Even though it had sucked to leave Wyatt and Sawyer early,knowing Dad cared enough to come get her had warmed her heart.

“Because no one ever did it for you before,” Elisa said witha sigh. “Because Mom would have told you to suck it up, but Dad would neverleave you alone if he had the choice.”

“And I’m not his biological child.” Yet he’d accepted her soeasily. Far more easily than either of her bio parents.

“I don’t think that means much here,” Elisa pointed out.“What I’ve found is Bliss is a place where people go when they need somethingdifferent. Where blood isn’t the only way to make a family. Where we can be whowe are, and as long as we’re kind we’ll be accepted.”

It was why she loved it here. “Yes. It’s kind of likeparadise, though sometimes the locals don’t understand what a good thing theyhave.”

A laugh huffed from her sister. “We’re back to Sawyer.”

Yep. They were back to Sawyer. “I understand so many thingsabout him, but not this. Why does he think people don’t like him? I guess thebetter question is do people like him?”

Elisa thought before she answered. “From what I’ve beentold, Nate didn’t understand the reasons he was in the MC before. Nate used tobe a DEA agent, and he spent years embedded in an outlaw MC. It was rough onhim, so when he found out Sawyer was a former member of one of the worst clubshe had to deal with, Nate wasn’t exactly friendly.”

Sawyer did seem hesitant around law enforcement. Wyatt oddlydidn’t. “And now?”

“Now, he’s had a couple of years to calm down, and Sawyer’shelped on some cases,” her sister explained. “He also helped out one of theformer deputies, Marie’s son, Logan. He got into trouble a few years back. Ithink it was serious, and Sawyer came through for him.
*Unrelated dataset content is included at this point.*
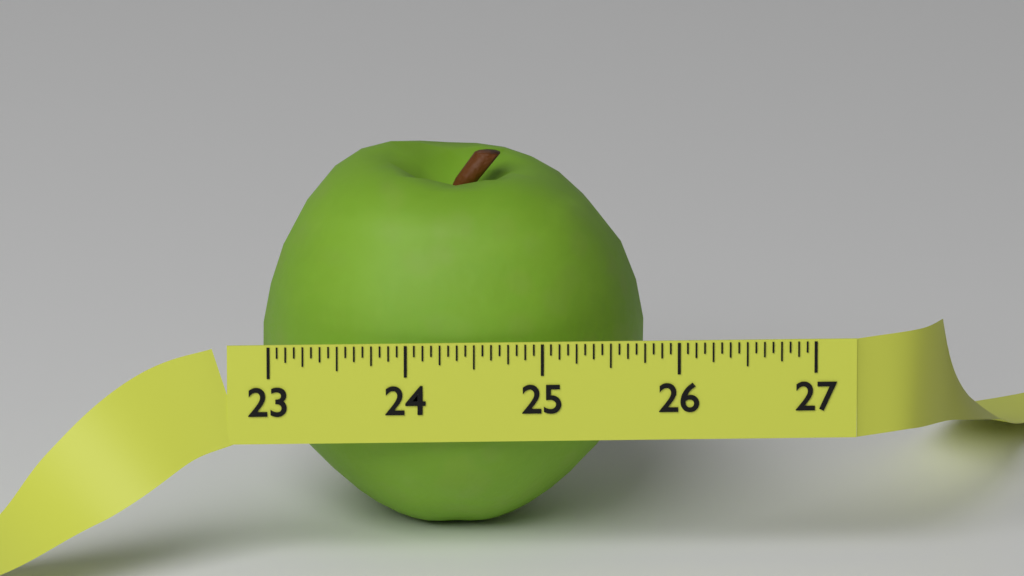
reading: 25.8125 (no unit)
Nate won’t talk aboutthe specifics, but he thinks Sawyer is a solid guy now. And Nate thinks Wyattis a goofball who had zero business being in an MC in the first place.”

“He didn’t have a choice.” Sabrina wondered how he’dsurvived a couple of those years. He told her he’d been initiated at eighteen,and it had gone downhill from there.

“We all know that.” Elisa sat back, crossing one leg overthe other and regarding her sister seriously. “But you should know the pastcomes back and bites us in the ass when we least expect it. Be ready for it,and know you have a family around you. We’ll be there for you no matter what.”

Which was why this could work. “I know, and it’s why I’mfollowing my instincts.”

“Is your instinct to take no from Sawyer?” Elisa asked.